Enrique moved quickly to kill the anxiety. In his press conference this week, the coach delivered exactly what the club wanted to hear.

“Everyone is ready. Everyone arrives in a different way,” he said, underlining that the full squad will travel. “But it will be a week with a lot of changes, rest days and a lot of training to prepare the small offensive and defensive details. The rest is the sun in Paris and Budapest.”

No drama, no doubt. Just a coach who knows his team is close to something historic and refuses to let tension creep in.

Hakimi, for his part, is locked in.

“Being in the final again? I think it is a very beautiful achievement,” he said. “It was not an easy path and we are proud to have reached the end of the competition again. But now we must not lose focus because Arsenal are a truly strong opponent.”

Pride, followed immediately by warning. That balance is exactly what Enrique has tried to install.
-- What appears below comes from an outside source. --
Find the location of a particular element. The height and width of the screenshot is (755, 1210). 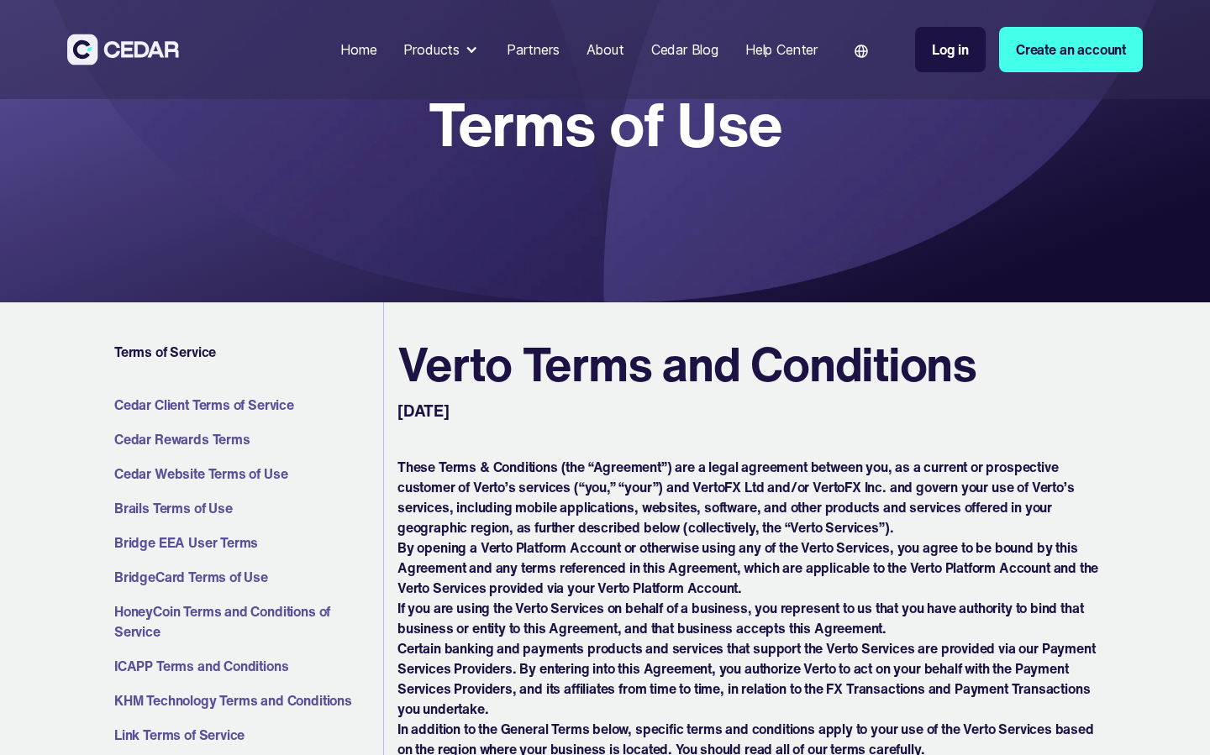

a: About is located at coordinates (605, 50).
Roots in Milan, Peak in Paris

Even as he prepares for what could be the defining night of his career, Hakimi’s thoughts still drift back to Italy.

Before Paris, there was Inter. Before the Champions League nights in the French capital, there were roaring evenings at San Siro. He joined Inter from Real Madrid in September 2020, exploded down the right flank in Serie A, then moved to PSG for a reported €68 million in July 2021. The fee reflected his rise; the affection for Inter never left.

“Yes, I am an Interista and I am very happy for the championship and the Coppa Italia,” he admitted, speaking about Inter’s recent domestic dominance. The bond with his former dressing room remains intact. “If I have spoken to anyone? I wrote to Lautaro, I get along very well with him.”

It’s a reminder that careers at the top level are built in chapters. Madrid, Milan, Paris. Different cities, different colours, same relentless drive.

Yet there is no confusion about his current mission. Inter sit in his heart, but the priority is clear: deliver another Champions League for PSG.

The club that once chased European glory with star names and fragile chemistry now arrives on the biggest stage with something stronger: a team that believes in its coach, and a defender who says his mentality, and even his character, have been reshaped.

Budapest will show just how far that transformation truly goes.